ASPPH logo

Connect

Member Research & Reports

Member Research & Reports

Florida Study Shows Benefits of Multitasking on Exercise

A new University of Florida study challenges the notion that multitasking causes one or both activities to suffer. In a study of older adults who completed cognitive tasks while cycling on a stationary bike, UF researchers found that participants’ cycling speed improved while multitasking, with no cost to their cognitive performance.

Results of the study, which was supported by a grant from the National Institute on Aging, were published May 13 in the journal PLOS ONE.

The discovery was a surprise finding for investigators Dr. Lori Altmann, an associate professor of speech, language, and hearing sciences at the UF College of Public Health and Health Professions, and Dr. Chris Hass, an associate professor of applied physiology and kinesiology in the UF College of Health and Human Performance. They originally set out to determine the degree to which dual task performance suffers in patients with Parkinson’s disease. To do this, the researchers had a group of patients with Parkinson’s and a group of healthy older adults complete a series of increasingly difficult cognitive tests while cycling.

Participants’ cycling speed was about 25 percent faster while doing the easiest cognitive tasks but became slower as the cognitive tasks became more difficult. Yet, the hardest tasks only brought participants back to the speeds at which they were cycling before beginning the cognitive tasks. The findings suggest that combining the easier cognitive tasks with physical activity may be a way to get people to exercise more vigorously. The researchers plan to make this a topic for future research.

“As participants were doing the easy tasks, they were really going to town on the bikes, and they didn’t even realize it,” Dr. Altmann said. “It was as if the cognitive tasks took their minds off the fact that they were pedaling.”

During the study, 28 participants with Parkinson’s disease and 20 healthy older adults completed 12 cognitive tasks while sitting in a quiet room and again while cycling. Tasks ranged in difficulty from saying the word ‘go’ when a blue star was shown on a projection screen to repeating increasingly long lists of numbers in reverse order of presentation. A video motion capture system recorded participants’ cycling speed.

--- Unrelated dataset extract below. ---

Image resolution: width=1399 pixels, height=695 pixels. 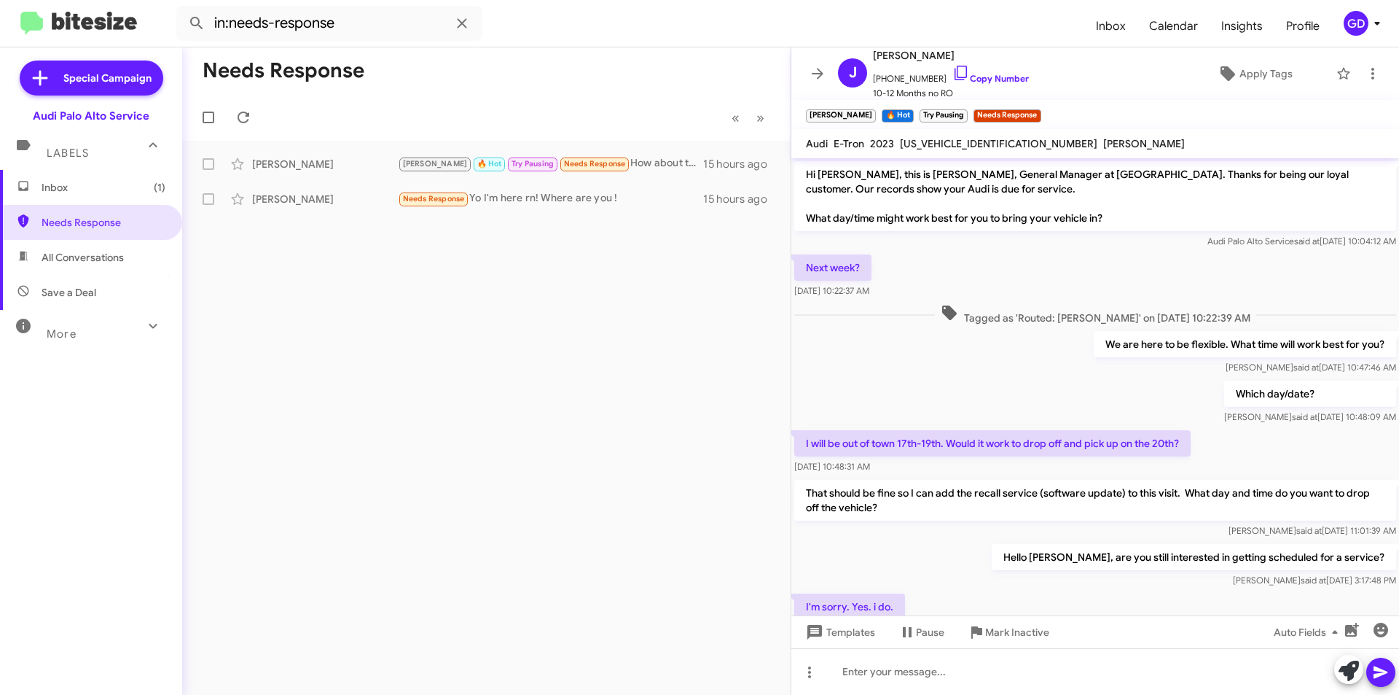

Their cycling speed was faster while performing the cognitive tasks, with the most improvement during the six easiest cognitive tasks. Cognitive performance while cycling was similar to baseline across all tasks.

The reasons for participants’ multitasking success most likely include multiple factors, the researchers say, but they hypothesize that one explanation could be the cognitive arousal that happens when people anticipate completing a difficult cognitive task. Similarly, exercise increases arousal in regions of the brain that control movement. Arousal increases the release of neurotransmitters that improve speed and efficiency of the brain, particularly the frontal lobes, thus improving performance in motor and cognitive tasks.